The article is lurid but thorough, describing the crime scene (the family was found “bound hand and foot and shot at close range”) and its investigation. The main figure in the story, Kansas Bureau of Investigation agent Alvin Dewey, had very little evidence to work with and still solved the crime.
But Shields’ detective work sussing out that Lee had written the article is equally as thorough and impressive. He was revising the biography about the author, Mockingbird: a Portrait of Harper Lee, he wrote a decade ago. He decided to look over Kansas newspapers for information about Lee he may have missed when he found a column in the Garden City Telegram written by a friend of Lee’s about a pair of writers coming to town to investigate the crime that said:
“The story of the work of the FBI in general and KBI Agent Al Dewey in particular on the Clutter murders will appear in Grapevine, the FBI’s publication.
“Nelle Harper Lee, young writer who came to Garden City with Truman Capote to gather material for a New Yorker magazine article on the Clutter case, wrote the piece. Miss Harper’s first novel is due for publication … this spring and advance reports say it is bound to be a success.”
Shields set about confirming with the Grapevine which told him there had been a rumor circling for years that Lee had written something for the magazine, but no one knew what. Shields suggested that they search the February or March 1960 issues and “Lo and behold, in March 1960 is a … very well-written feature story about the Clutter case.” Shields says it was very much in fitting with Lee’s character to have written the article anonymously.

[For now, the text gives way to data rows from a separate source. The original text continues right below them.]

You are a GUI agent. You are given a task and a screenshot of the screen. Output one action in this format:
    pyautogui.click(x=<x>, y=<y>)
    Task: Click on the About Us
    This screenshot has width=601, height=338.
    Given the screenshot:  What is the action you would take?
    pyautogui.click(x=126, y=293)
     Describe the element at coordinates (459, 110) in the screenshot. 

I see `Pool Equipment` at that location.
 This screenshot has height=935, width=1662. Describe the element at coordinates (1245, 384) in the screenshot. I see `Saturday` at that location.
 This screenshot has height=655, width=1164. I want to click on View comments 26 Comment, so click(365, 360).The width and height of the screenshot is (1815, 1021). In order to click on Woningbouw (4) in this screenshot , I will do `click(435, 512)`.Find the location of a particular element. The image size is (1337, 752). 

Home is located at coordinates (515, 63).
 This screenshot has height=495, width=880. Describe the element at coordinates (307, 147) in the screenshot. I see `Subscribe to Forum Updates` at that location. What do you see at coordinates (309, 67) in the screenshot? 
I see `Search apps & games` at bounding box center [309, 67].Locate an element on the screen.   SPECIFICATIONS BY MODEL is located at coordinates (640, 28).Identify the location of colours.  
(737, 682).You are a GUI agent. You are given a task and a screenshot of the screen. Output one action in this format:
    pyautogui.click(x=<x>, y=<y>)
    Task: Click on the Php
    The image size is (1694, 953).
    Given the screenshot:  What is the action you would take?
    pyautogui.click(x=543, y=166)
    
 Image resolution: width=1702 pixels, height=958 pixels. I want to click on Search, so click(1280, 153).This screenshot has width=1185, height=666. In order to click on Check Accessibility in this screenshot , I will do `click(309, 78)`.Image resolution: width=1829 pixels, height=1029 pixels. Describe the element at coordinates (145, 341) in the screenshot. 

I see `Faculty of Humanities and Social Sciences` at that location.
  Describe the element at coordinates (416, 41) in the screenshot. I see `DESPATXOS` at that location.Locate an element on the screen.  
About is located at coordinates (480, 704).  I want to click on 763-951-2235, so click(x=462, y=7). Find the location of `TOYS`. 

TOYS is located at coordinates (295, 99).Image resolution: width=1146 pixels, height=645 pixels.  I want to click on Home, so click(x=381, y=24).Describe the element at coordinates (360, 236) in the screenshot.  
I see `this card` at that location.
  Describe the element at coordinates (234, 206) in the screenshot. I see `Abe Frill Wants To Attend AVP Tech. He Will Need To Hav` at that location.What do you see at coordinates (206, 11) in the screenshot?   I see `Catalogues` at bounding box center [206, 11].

There’s long been a (false) rumor that it was Truman Capote and not Lee who wrote To Kill A Mockingbird, possibly stemming from Capote downplaying Lee’s role in helping him while he worked on In Cold Blood. This is should put all that to rest.
The Grapevine announced that it would reprint Lee’s article next month. Shields said that there were other determining factors that lead him to the conclusion that Lee was the writer, such as details only she and Capote could have known. He also said that “it reads like a darned good feature story.” That new information will be included in the updated version of her biography Mockingbird: a Portrait of Harper Lee: From Scout to Go Set a Watchman, out today.